Male sterility has a cruel face: that of sperm samples that under the microscope look like deserts of cellular debris. No movement, no life, no future. At least until today. Because the same type of artificial intelligence that we use to explore distant galaxies is now scanning these microscopic deserts and finding what no technician had been able to see.
A technology born for the stars that restores hope on Earth, an hour of AI analysis against years of failed human research. Isn't it poetic?
When Astronomy Meets Human Sterility
Zev Williams and his team of Columbia University Fertility Center they spent five years developing something incredible. STAR (Sperm Tracking and Recovery) uses the same algorithms that astrophysicists use to spot new stars in the vast cosmos.
“If you can look at a sky full of billions of stars and find a new one, maybe you can use the same approach to look through billions of cells and find the specific one you're looking for,” Williams explains in an interview with TIME.
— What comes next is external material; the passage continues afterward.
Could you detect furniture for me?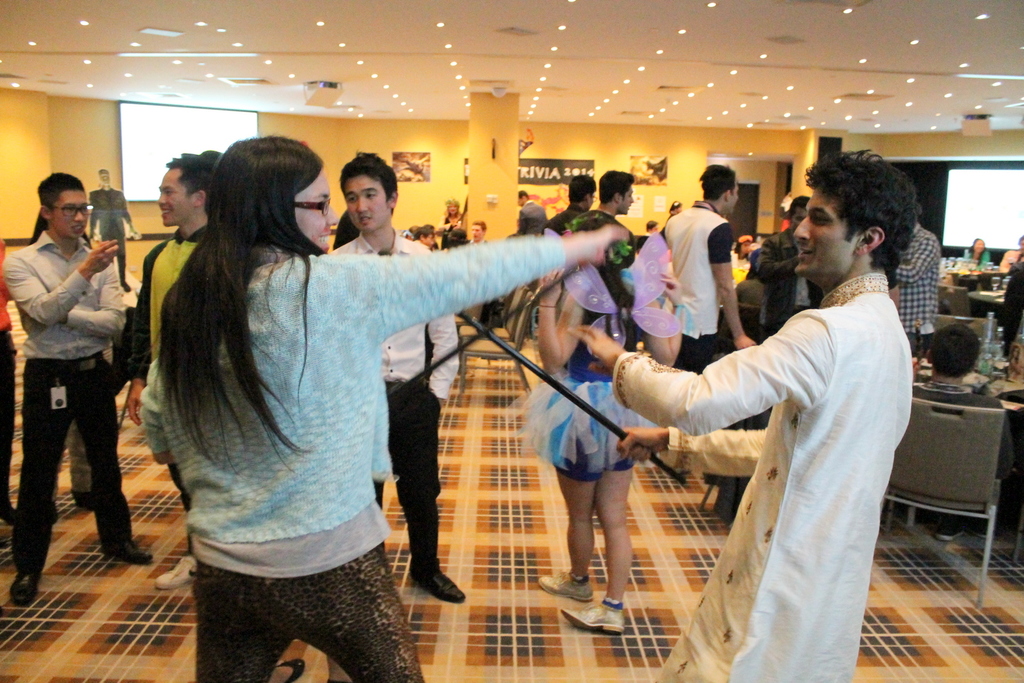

How does it work - A high-speed camera captures more than 8 million images of a semen sample in less than an hour. Artificial intelligence analyzes each frame, distinguishing cellular debris from the precious sperm hiding among the biological debris. When it finds a useful cell, a robot extracts it in milliseconds., preserving it for assisted fertilization.

The couple who challenged the impossible
Rosie (name changed to protect privacy) and her husband represent the human face of this technological revolution. Eighteen years of trying, fifteen failed IVF cycles, trips to clinics around the world. The diagnosis was clear and brutal: azoospermia, total absence of detectable spermatozoa in the seminal fluid. A condition that affects approximately 10-15% of men with infertility problems, often considered a final verdict.
In March 2025, STAR analyzed a sample from Rosie's husband and found three viable sperm. Three. Enough to fertilize the eggs and give life to the first embryo conceived with this technology.
“It took me two days to believe I was actually pregnant,” Rosie told CNN. “I still wake up in the morning and have a hard time believing it.”
Male Sterility: The Desert That Hides the Oasis
Azoospermia is one of the most severe forms of male infertility. While a milliliter of normal semen contains between 15 and 200 million sperm, men with this condition have zero detectable sperm. At least that's how it seemed until today.. Experienced lab technicians can spend days examining samples under the microscope and find nothing usable.
“A patient provided a sample, and highly trained technicians searched for two days and found no sperm,” Williams says. “We ran the same sample through the STAR system. In one hour, it found 44 sperm.” The comparison is unsparing: where the human eye gives up after forty-eight hours, artificial intelligence finds dozens of viable cells in sixty minutes.
Technology that changes the rules of the game
STAR is not only fast, it is also gentle. Traditional methods of sperm detection often use dyes, lasers or centrifugation that can damage the cells, making them unusable. The Columbia system avoids all these aggressive processes., using only optical imaging and microfluidics to isolate cells without damaging them.
The entire process costs about $3.000, a fraction of the costly, often unsuccessful surgical procedures to remove a testicle. STAR is currently available only at Columbia University, but Williams and his team are working to share the technology with other fertility clinics.
The future of the fight against sterility
Come I was underlining in this article, research against infertility is making great strides. STAR represents one of those moments in which the most advanced technology meets the most ancient human need: procreation.
Not all experts are completely convinced. Gianpiero Palermo, a pioneer of sperm microinjection, warns that some men may still not have recoverable sperm. But Williams is optimistic:
“With our method, many men who were told they had no chance of having a biological child now do.”
Rosie's story is just the beginning. A couple who waited eighteen years is now expecting their first child. Infertility, at least in some cases, is no longer a life sentence. It's just a problem waiting for the right technology to solve it.